The Pentagon's press corridor has been closed 30+ days, journalists banished to an annex — casual access to officials, the lifeblood of defense reporting, is gone.
Press freedom organizations and major outlets frame the closure as an escalating pattern of access restriction during wartime, when public accountability matters most.
X calls it a masterclass in malicious compliance — the Pentagon closed all press access in retaliation for a court order meant to restore it.
The hallway is quiet now. For decades, the Correspondents' Corridor inside the Pentagon was where the daily work of defense journalism happened — reporters waiting outside officials' offices, catching deputy secretaries on their way to meetings, overhearing the ambient intelligence that seeps through the walls of a building where wars are planned. As of April 2, the corridor has been closed for more than 30 days, and the silence is not incidental. It is the point.
On March 23, less than 72 hours after U.S. District Judge Paul Friedman ruled that the Pentagon's press access policy was unconstitutional and ordered the immediate restoration of revoked press passes, the Department of Defense announced it was closing the Correspondents' Corridor entirely [1]. Journalists would be relocated to an "annex facility" outside the Pentagon building. The Pentagon said it was complying with the court order.

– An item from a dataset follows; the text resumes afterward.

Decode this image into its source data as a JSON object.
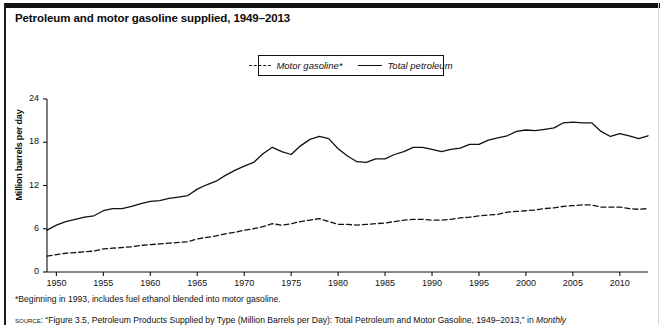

Press freedom advocates said it was retaliating against it.
"This is malicious compliance in its purest form," said Bruce Brown, executive director of the Reporters Committee for Freedom of the Press [2]. "The court said you can't screen out journalists you don't like. So the Pentagon's answer is to screen out all journalists."
The Architecture of Access
The Correspondents' Corridor was not a perk. It was infrastructure. Located on the Pentagon's E Ring, it gave reporters physical proximity to the officials they covered. That proximity produced accountability — not through formal briefings, which are carefully managed, but through the informal encounters that happen when reporters and officials share a building.
A defense reporter could catch the undersecretary of defense for policy walking to lunch. A bureau chief could ask a passing colonel a question about troop deployments that would never be answered in a press conference. The corridor was, in the language of journalism, a place where news leaked through the walls.
The annex has none of these properties. Located outside the Pentagon's security perimeter, it requires reporters to request access to the building for specific meetings, eliminating the serendipitous encounters that produced much of the Pentagon press corps' best work [3].
Court Order, Pentagon Response
Judge Friedman's March 20 ruling was unambiguous. He found that the Pentagon's October 2025 policy — which gave the Department of Defense unilateral authority to revoke press credentials — violated the First Amendment and journalists' due process rights. He specifically ordered the Pentagon to restore passes for seven New York Times journalists whose credentials had been pulled [4].
The Pentagon complied with the letter of the ruling. It restored the passes. It issued new credentials under a revised policy. And then it eliminated the workspace those credentials were meant to access.
The revised policy, announced March 23, maintains press credentialing but closes the corridor "effective immediately" and establishes what Pentagon spokesman Sean Parnell called a "new and improved press workspace" in the external annex [5]. Parnell described the change as a security measure necessitated by the court's invalidation of the previous screening policy. If the Pentagon cannot choose which journalists enter the building, the logic goes, it will simply keep all journalists out.
Wartime Implications
The closure carries particular weight because it is happening during active combat operations. The Iran war, now in its 33rd day, has produced a stream of questions about targeting decisions, civilian casualties, operational timelines, and diplomatic strategy — the very categories of information that benefit from the kind of informal, proximity-based reporting the corridor enabled.
Instead, the Pentagon press corps now works from a facility where access to the building requires advance coordination, where chance encounters with officials are impossible, and where the physical distance from the decision-making apparatus is both literal and symbolic [1].
A federal judge expressed skepticism about the new arrangement during a hearing on March 30, questioning whether the annex constitutes meaningful press access [6]. The legal challenge continues, but the practical damage compounds daily. Every day the corridor stays closed is a day of defense reporting conducted from the outside looking in.
"They've turned the Pentagon press corps into a mailing list," said one veteran defense reporter who spoke on condition of anonymity. "We submit questions. Sometimes we get answers. That's not journalism. That's customer service."
The microphones in the Correspondents' Corridor sit on empty desks. The officials still walk the E Ring. The reporters just can't hear them anymore.